I. Have you as much pride as ever, Robinson?
R. No. I have run my career. I have nothing more to hope from the patronage of this hypocritical world. I have no desire to flatter it. Mankind! I love ye not. I will no longer pretend to see you as you would seem to others. I know your disguise; I have worn it—-I know your arts; I have practised them-—I know the trickery of the stage; I have myself been behind the curtains-—examined the scenes, scrutinized the tinselled wardrobes-—sneered at the elements of a thunderstorm, and convivialized in the green-room. I can unmask one half of New York and uncloak the other. I know that city, web and woof, male and female, from the East river to the North, and from Castle Garden to Washington Place. I have not only surveyed its length and breadth, but sounded, also, its depth, even from La Fayette Place down to Corlear's Hook. I am familiar with the pollution of the Five Points, and the unwritten rascalities of the upper circles.
[...]
Pages 6-7
[...]
I. You probably owe your life to Mr. Robert Furlong.
R. Mr. Furlong has an excellent memory, much better than mine. “That sight is very sharp, I ween,” &c. Mr. Furlong is a very worthy man. You see the benefit of smoking. Had I not been at Furlong's to purchase cigars, I might have been sworn to death. Smoking may kill other folks, but it keeps me alive. Will you take a good cigar. I am something of an epicure in the matter of cigars. These are from the Champaign fountain. I observe you bite off the twist. That is wrong. Take your knife and make an incision, thus. All luxuries lose their zest if taken out of time or manner-—whether women, wine, or cigars. I like to see things done exactly right-—for example, the tying of a cravat or the folding of a letter. Ellen could finish a letter genteelly. She has cost me no little sum in the item of sealing wax.

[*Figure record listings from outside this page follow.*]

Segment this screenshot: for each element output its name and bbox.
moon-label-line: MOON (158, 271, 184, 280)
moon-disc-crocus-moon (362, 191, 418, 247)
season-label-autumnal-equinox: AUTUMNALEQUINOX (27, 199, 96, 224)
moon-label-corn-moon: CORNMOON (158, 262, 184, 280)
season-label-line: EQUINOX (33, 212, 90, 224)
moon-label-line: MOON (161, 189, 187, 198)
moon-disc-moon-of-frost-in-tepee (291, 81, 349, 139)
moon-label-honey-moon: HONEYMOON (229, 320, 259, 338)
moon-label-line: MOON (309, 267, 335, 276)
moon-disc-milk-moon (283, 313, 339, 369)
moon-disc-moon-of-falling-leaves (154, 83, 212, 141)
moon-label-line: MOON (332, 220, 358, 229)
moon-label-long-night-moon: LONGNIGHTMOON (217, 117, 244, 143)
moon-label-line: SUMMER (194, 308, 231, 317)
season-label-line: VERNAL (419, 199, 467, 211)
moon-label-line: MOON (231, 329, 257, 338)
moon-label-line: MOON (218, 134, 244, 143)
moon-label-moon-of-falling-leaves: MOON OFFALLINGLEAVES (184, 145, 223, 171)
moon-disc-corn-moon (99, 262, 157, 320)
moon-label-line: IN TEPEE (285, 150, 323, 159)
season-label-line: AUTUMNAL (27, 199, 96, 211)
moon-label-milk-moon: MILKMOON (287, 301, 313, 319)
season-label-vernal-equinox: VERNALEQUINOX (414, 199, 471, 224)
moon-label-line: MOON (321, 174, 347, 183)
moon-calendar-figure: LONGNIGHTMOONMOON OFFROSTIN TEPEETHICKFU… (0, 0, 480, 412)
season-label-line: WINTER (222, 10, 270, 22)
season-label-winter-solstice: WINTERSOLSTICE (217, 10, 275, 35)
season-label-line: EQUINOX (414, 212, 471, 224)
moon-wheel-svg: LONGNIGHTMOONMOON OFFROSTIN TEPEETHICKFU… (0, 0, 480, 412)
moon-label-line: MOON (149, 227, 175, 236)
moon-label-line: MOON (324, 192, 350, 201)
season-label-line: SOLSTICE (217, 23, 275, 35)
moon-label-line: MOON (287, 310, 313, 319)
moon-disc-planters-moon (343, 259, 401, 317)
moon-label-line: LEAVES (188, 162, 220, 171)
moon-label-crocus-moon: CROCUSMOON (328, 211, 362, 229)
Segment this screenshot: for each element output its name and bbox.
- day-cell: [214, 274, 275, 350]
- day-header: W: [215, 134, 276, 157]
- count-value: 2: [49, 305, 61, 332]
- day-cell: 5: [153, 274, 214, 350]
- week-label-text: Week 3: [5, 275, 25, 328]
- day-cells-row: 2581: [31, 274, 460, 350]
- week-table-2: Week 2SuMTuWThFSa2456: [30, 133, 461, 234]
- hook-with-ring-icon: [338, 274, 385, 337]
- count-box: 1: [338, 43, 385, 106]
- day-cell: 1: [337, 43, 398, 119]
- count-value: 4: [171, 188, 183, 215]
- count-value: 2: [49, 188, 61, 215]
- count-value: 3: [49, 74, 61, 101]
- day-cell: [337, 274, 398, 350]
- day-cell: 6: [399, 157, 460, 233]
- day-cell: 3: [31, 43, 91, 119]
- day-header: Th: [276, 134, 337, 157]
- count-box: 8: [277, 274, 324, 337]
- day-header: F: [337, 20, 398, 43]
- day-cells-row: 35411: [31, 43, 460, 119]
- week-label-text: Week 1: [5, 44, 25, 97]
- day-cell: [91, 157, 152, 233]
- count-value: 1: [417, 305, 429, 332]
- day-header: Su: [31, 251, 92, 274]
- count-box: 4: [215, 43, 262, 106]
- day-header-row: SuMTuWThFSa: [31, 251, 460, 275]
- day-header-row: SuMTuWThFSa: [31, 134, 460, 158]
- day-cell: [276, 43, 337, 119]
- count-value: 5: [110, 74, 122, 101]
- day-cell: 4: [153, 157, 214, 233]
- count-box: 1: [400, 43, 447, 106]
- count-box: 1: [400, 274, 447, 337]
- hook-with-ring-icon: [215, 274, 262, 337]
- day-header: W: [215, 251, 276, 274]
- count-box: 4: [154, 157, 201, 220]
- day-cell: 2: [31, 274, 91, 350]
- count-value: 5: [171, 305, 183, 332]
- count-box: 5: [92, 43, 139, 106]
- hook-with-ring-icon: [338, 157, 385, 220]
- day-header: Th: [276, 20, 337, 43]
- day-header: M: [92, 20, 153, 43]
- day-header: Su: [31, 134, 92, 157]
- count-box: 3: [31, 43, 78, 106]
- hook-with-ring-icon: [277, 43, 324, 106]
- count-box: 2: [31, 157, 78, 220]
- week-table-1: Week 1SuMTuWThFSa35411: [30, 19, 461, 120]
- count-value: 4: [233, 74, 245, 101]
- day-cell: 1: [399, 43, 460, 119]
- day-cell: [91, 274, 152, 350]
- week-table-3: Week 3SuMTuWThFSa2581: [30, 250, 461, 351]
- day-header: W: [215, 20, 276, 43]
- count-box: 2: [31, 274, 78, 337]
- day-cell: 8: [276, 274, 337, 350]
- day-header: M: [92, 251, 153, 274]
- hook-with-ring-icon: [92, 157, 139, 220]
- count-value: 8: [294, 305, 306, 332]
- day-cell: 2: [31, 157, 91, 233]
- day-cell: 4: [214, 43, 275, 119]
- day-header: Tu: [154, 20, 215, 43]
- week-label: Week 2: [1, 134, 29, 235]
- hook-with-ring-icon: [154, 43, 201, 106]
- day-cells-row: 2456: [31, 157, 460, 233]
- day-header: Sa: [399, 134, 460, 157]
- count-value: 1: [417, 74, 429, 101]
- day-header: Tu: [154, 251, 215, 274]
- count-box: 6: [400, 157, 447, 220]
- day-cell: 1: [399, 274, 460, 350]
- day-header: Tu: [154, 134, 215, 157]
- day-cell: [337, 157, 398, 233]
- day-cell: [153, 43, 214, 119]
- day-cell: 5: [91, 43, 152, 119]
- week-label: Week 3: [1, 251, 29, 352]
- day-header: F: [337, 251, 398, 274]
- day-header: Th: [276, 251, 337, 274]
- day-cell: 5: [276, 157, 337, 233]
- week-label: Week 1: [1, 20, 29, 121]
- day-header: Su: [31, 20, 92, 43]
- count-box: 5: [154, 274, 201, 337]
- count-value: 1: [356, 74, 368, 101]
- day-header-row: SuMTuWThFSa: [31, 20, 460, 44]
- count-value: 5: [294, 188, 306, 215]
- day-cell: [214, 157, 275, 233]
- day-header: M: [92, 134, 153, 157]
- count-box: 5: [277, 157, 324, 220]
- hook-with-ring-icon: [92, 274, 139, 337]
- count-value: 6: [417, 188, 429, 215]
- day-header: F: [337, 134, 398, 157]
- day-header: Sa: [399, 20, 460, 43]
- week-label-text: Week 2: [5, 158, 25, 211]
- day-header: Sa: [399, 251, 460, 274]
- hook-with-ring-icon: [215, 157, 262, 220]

I. What has become of all your letters from Ellen? Were they all delivered up?
R. No, indeed, I have them locked up in a trunk within a trunk. You shall see some of them.
I. Do you think Ellen loved you?
R. How could she help it? Half the women in New York were in love with me. Somehow I pass for “a marvellous proper man.” I can go back to Gotham and marry an heiress. But out upon matrimony, say I. I am not fond of cold ham.
I. Perhaps not. But how do you like living here at home? Are you contented?
R. No. I sigh for the Manhattan fleshpots. Country life is very “stale and unprofitable.” Come-—take a ride with me to New Haven. I must have action or ennui. Connecticut is a very stupid little state. I wish I were swimming in Broadway again. I love “life in Lunnun.” Hoxie says 't will never do to go back. I suppose I am rather unpopular with the whiskered portion of New York. The envious vulgar are always ready to drag down a man of distinction to their own level. Why, the Duke of Wellington was once attacked by the mob, in his own carriage. No doubt, if I should be caught at the Five Points, I should be in danger of tar and feathers. Speaking of the Five Points, I will show you a description of that delightful place, which I once gave a friend. Here is a copy of the letter containing it. It may interest one who is a stranger to New York.
I. How did you manage to support your extravagant way of living in New York?
R. Why, I hardly know, myself. Have you never observed that some folks always seem to have a plenty of money, without income or economy? “Behold the lillies of the valley.”—There are hundreds of young fellows in New York who live in this way. The thing is easier in practice than in theory. It is only requisite, the moment you get five dollars, to convert it into clothing. I have always found this the truest economy; and when you need five dollars, why beg it, or borrow it, or , get it in any of forty ways.
I. Yes, I understand. But what is the end of this way of living?
R. The end? There is only one end to be examined. Before you reach the other end, there are chances enough of marrying a fortune-—or drawing a prize in a lottery—-or at the worst, of being converted.
I. Did you find many interesting girls amongst the courtezans in New York?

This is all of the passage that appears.